Sunday, November 23, 2014

reweaving a nation's dreams

It's strangely fascinating to have experienced America's most fantastic frontier - space - and then the reality that we've reached the fullest extent of our horizons.  There are no more colonies to settle, no independence to be won, no western boundaries to be pushed & pummeled & pioneered into the United States of America.

We are a nation of expanders without anywhere to expand.  For the first time ever.  Which makes this an interesting time to be a relatively detached observer with inevitable bias.  How are we, as a nation, responding?

On civil rights, we have taken bold new strides in restricting the vote of certain demographics (students, the aged, the poor) OR in restoring sanity to a voting process that could not be trusted because we no longer know who are our fellow citizens & who are not.  

On science, we are able to understand the substance & working mechanisms of our bodies, a baby can be born with multiple parents, we have extended our life span while increasingly fearing aging.  Within a single generation, the number of Americans who no longer admire scientists, who now all things scientific & any scientific findings is jaw dropping.  Evolution is out & creationism is in.

People are called bigots for believing that marriage is meant to be between a man & a woman and rigid for believing it's meant to be between ONE man & ONE woman.  They're called uptight & Puritan if they believe sex should be treated as something akin to sacred & should be reserved for after marriage.  

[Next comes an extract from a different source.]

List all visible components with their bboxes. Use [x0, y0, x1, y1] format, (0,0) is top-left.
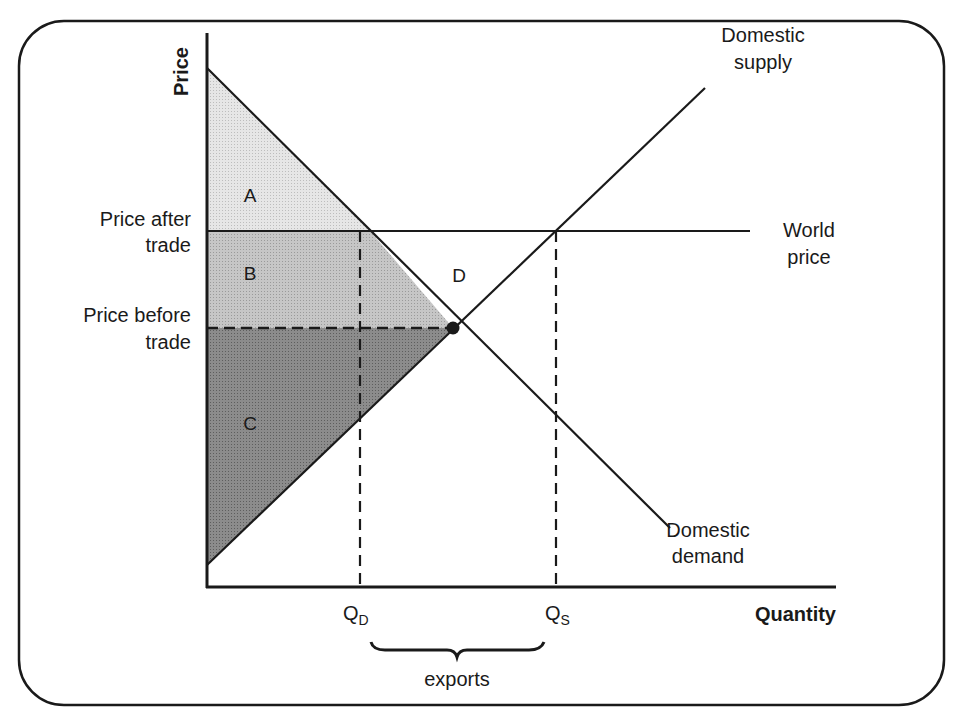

We tear down the trees & tear up the land, use precious water for drilling & dismiss any fear of polluting the ground water with the chemicals used in fracking.  We are astonished that six feet of snow fell on Buffalo, NY over a week before Thanksgiving, but give nary a thought that last year's brutal winter or this years astonishing mid-November - when 50% of the USA was covered in snow - could be related to the steady decimation of sub-Arctic forests by logging, hydrodams, mining and now tar sands excavation.

We are a nation torn between what the majority of citizens believe & the sometimes polar opposite beliefs of the shockingly low # who get out & vote in our Congress.    

How did Americans respond to the loss of frontiers?  Well, seems to me that the country's imploding.  Millions hold tight to an original dream which they don't actually know or understand - who assume the founders hearts & minds were one with theirs. They hold on tight to what they believe was, refusing to reweave the American dream for today's America.  And THAT is what we need to do,  Step back, see where our country is today, and have a national discussion, at all levels, to consider what is our dream for our country which leads to the inevitable hard-to-accept question - how does a nation that came together to conquer frontiers live peacefully together with a land-locked dream? 

We can continue to implode, or we can start reweaving our nation's dream.  The founders delivered the Miracle in Philadelphia (infinitely more astonishing than beating the Brits); we can at least do all we can to make good on a reweaving a new dream for our beloved nation.